BARDA's contract was followed up by $32 million in private venture capital funds, and in March 2020, a full week before the World Health Organization declared a global coronavirus pandemic, Inflammatix co-founders Sweeney and Purvesh Khatri - principal investigator for Khatri Lab - published a study in Nature Communications announcing "Improved identification of bacterial and viral infections through a "29-mRNA neural-network classifier." The study cited "recent advances in machine learning and artificial intelligence" that can help distinguish "between bacterial, viral, and non-infectious inflammation."

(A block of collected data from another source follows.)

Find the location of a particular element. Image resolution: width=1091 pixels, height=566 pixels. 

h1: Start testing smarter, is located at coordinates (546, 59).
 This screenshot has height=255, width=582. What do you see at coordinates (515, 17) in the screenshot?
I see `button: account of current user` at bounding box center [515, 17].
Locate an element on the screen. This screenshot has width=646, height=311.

Another study published in April focused on the cost-effectiveness of the "Novel Multi-mRNA Host Response Assay for Diagnosis and Risk Assessment of Acute Respiratory Tract Infections," which concluded that Inflammatix's HostDx technology provided "substantial cost savings." Among the lead researchers for the study was Inflammatix COO Jonathan Romanowsky, whose Linked-In profile describes him as an "expert in commercializing novel molecular diagnostics."

The patently commercial feel of this endeavor is buttressed by the company's origins in the Stanford' start-up incubator, which was sued by another Stanford researcher and StartX fund beneficiary for using the fund "as a mask by using non-profit employees and resources to run a venture capital enterprise." While the University denies any wrongdoing, StartX was quietly closed in 2019 as litigation in that case continues.

Proprietary singularity

The technology being developed by Inflammatix to predict the risk of severe respiratory failure in patients with COVID-19 links directly to an implantable biochip, also developed with DARPA money and covered by this author, by virtue of its reliance on mRNA markers and health surveillance data sets to execute its algorithm.

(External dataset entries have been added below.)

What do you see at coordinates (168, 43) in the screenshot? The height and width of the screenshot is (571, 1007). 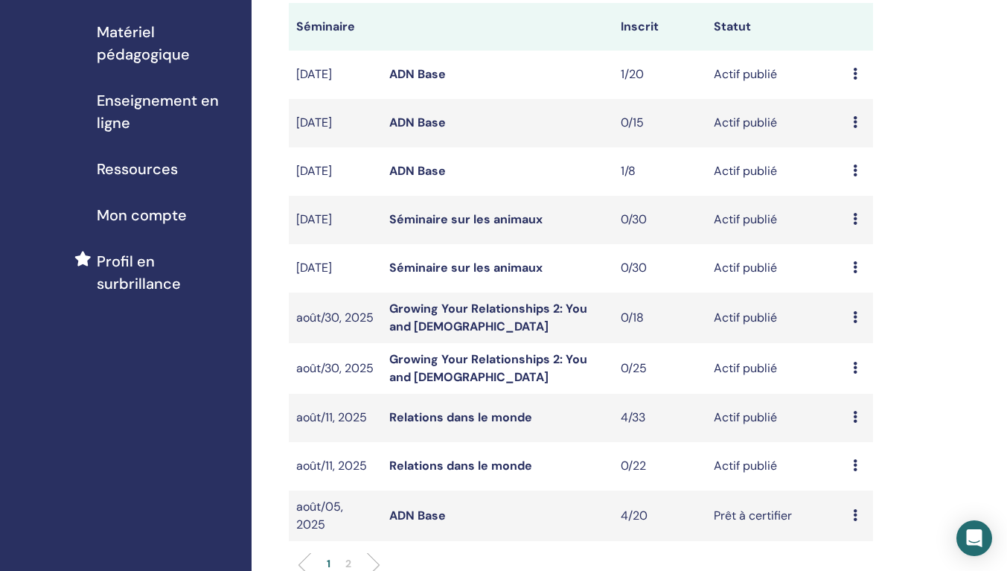 I see `span: Matériel pédagogique` at bounding box center [168, 43].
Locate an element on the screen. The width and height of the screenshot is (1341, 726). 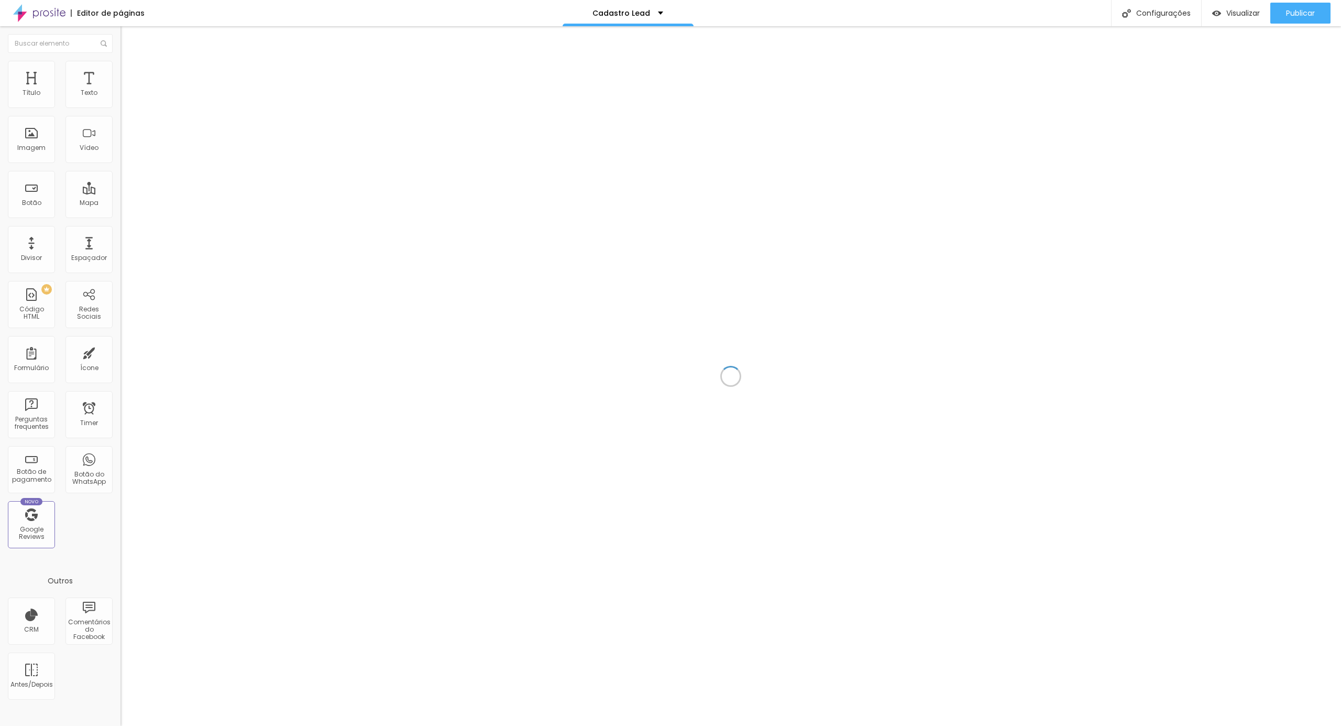
div: Antes/Depois is located at coordinates (31, 684).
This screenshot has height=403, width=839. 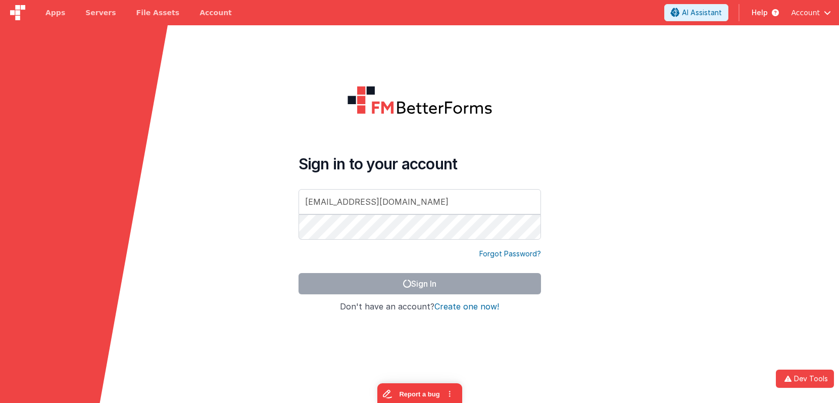 What do you see at coordinates (805, 13) in the screenshot?
I see `span: Account` at bounding box center [805, 13].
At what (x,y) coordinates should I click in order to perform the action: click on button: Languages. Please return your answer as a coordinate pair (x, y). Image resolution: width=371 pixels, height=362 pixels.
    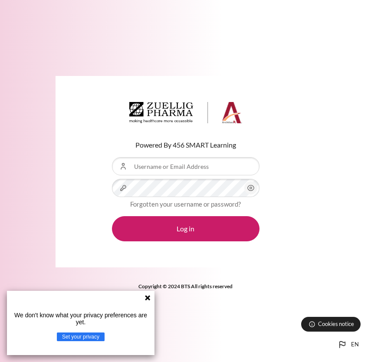
    Looking at the image, I should click on (348, 344).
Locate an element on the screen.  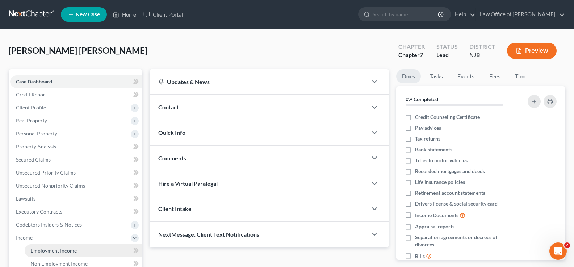
span: Non Employment Income is located at coordinates (59, 264).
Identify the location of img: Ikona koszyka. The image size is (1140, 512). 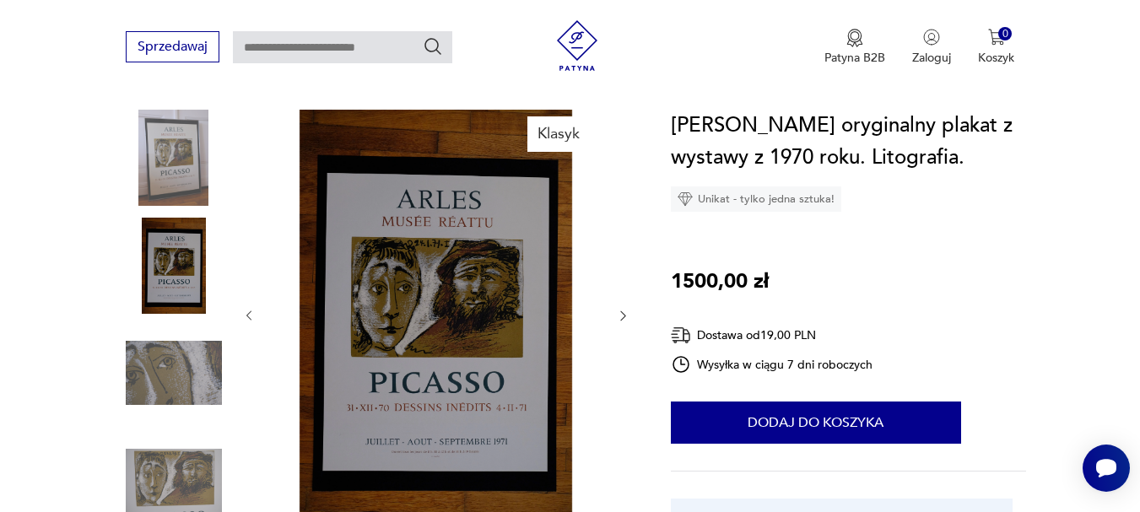
(996, 37).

CoVerity requires the kind of technology made possible by DARPA's hydrogel paired with a light sensor technology, like that provided by Profusa, Inc. for DARPA's biochip, which can deliver binary signals for the algorithm to process and make the diagnosis. Related technology has also been developed by one of Inflammatix's board members, Steve Tablak, whose company GeneWeave BioSciences was acquired by Roche in 2015 for its "Smarticles technology," which binds to family-specific DNA sequences of pathogens to produce a "luciferase reporter" or binary light emission that can be read by technology such as CoVerity.

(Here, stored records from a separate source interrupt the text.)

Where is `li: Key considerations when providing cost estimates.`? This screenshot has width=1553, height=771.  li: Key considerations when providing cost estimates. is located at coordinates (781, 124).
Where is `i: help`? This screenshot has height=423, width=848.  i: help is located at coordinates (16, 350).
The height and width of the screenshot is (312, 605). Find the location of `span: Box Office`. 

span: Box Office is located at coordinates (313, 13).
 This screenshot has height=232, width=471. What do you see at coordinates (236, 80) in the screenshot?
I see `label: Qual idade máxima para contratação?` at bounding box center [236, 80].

Inflammatix CEO Timothy Seeney is confident that his algorithm is the best "method for test development that involves analyzing raw data [to] discover the best gene sets for specific applications." Investors, apparently, agree and is the reason why the start-up decided to bring in onetime Roche exec, Oliver Liesenfeld, as the company's Chief Medical Officer (CMO) to oversee the product's clinical trials and the road to regulatory approvals as it looks for FDA approval by early 2021.

Just like Wall Street

If you ask MedWhat's CEO Arturo Devesa, the Stanford University Medical School researcher who sued his alma mater's start-up accelerator StartX for fraud, the experience "has made him question everything he believed about Stanford's high-minded pursuit of innovation and Silicon Valley's promise of meritocracy."

"I was really naive, and now I just see it for what it is," Devesa told a San Jose news outlet in a 2019 interview. "It is not this amazing entrepreneur-friendly thing that everybody talks about," he continued. "it's just business. It's like Wall Street."

Given Stanford's deep ties to U.S. military intelligence dating back to the cold war, through an early version of StartX called the Stanford Research Institute (SRI), Devesa's assessment might reveal more about the true nature of Wall Street as an arm of the U.S. military industrial complex, which seems poised to make a killing on the brave new world of implantable biochips and AI-enabled diagnostic tools that are on the brink revolutionizing the healthcare industry.